I am pointing out that fragmentation in the COMPUTER HARDWARE and SOFTWARE is normal and exists since computers are among us. Windows market is a tiny spot of the COMPUTER HARDWARE and SOFTWARE around the world.

Any good developer learns to deal with it instead of writing posts whining about it.

Plus iOS which is oversold as not being fragmented has different set of API support depending on iOS/handset/tablet pair set.

1 comments

But... it wasn't ('a tiny spot') at the time. And good developers didn't 'deal with it' so much as people simply upgraded their hardware - computer stores routinely upgraded people's modems, graphics cards, sound cards, monitors, etc. Of course, some software would run with lower quality hardware, or try to run without certain features, but people mostly upgraded components (or entire systems) to be able to run newer software. We do that today somewhat - buying new systems - but no one reasonably tries to upgrade the CPU in their android smartphone - they just get a new one.

We're either talking past each other or have a vastly different sense of the issue we're talking about (or both).
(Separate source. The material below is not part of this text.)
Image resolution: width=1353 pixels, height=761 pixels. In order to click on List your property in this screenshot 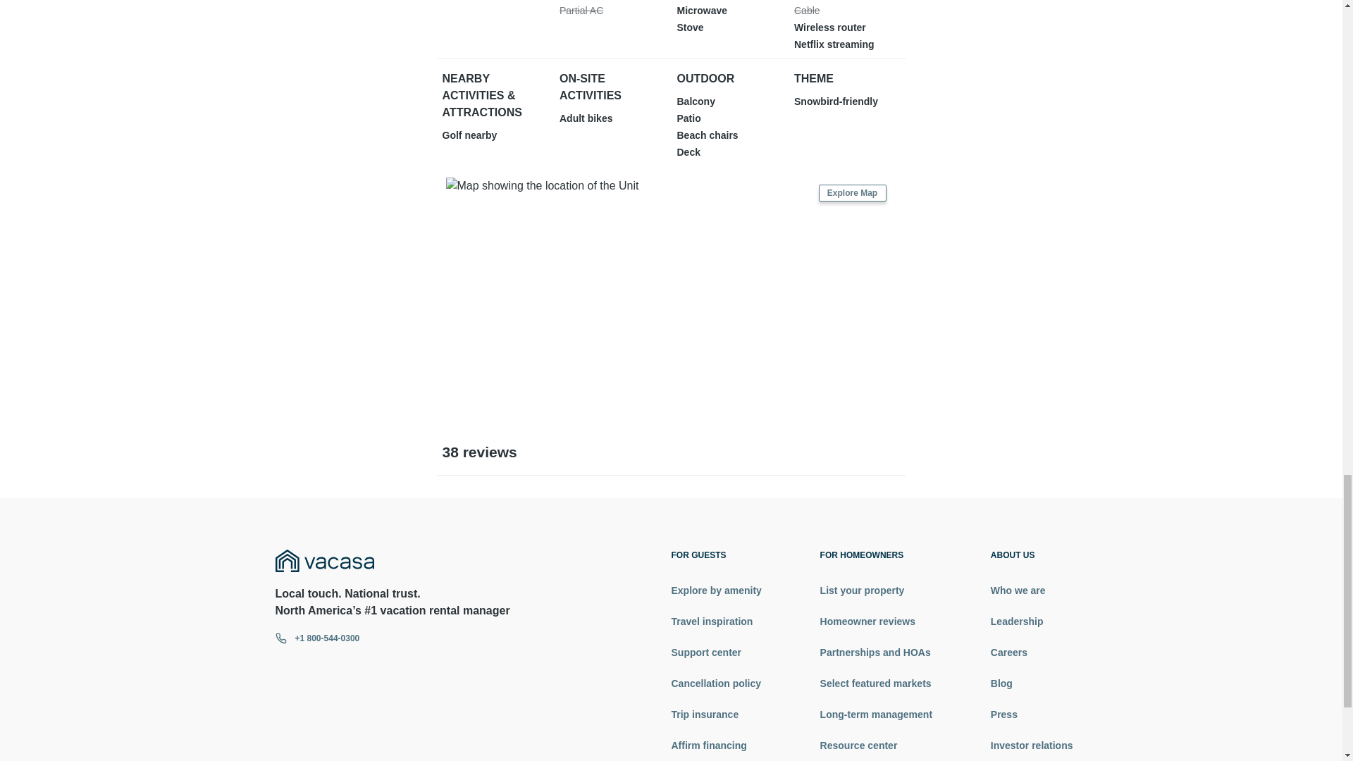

> We're either talking past each other or have a vastly different sense of the issue we're talking about (or both).

My point is that developers always had zero control over the hardware/software configuration of the systems being targeted, it has nothing to do with the ability to upgrade.

Lets say one is coding an application for Amigas. There are 500, 600, 1000, 1200, .... series.

There is zero control over which type of monitor/TV and external devices the respective users have attached to their systems.

There is no concept of device drivers as of today systems, most need to be provided by the application writers themselves.

Again, zero to do with upgrade capability rather with the diversity of the installed base.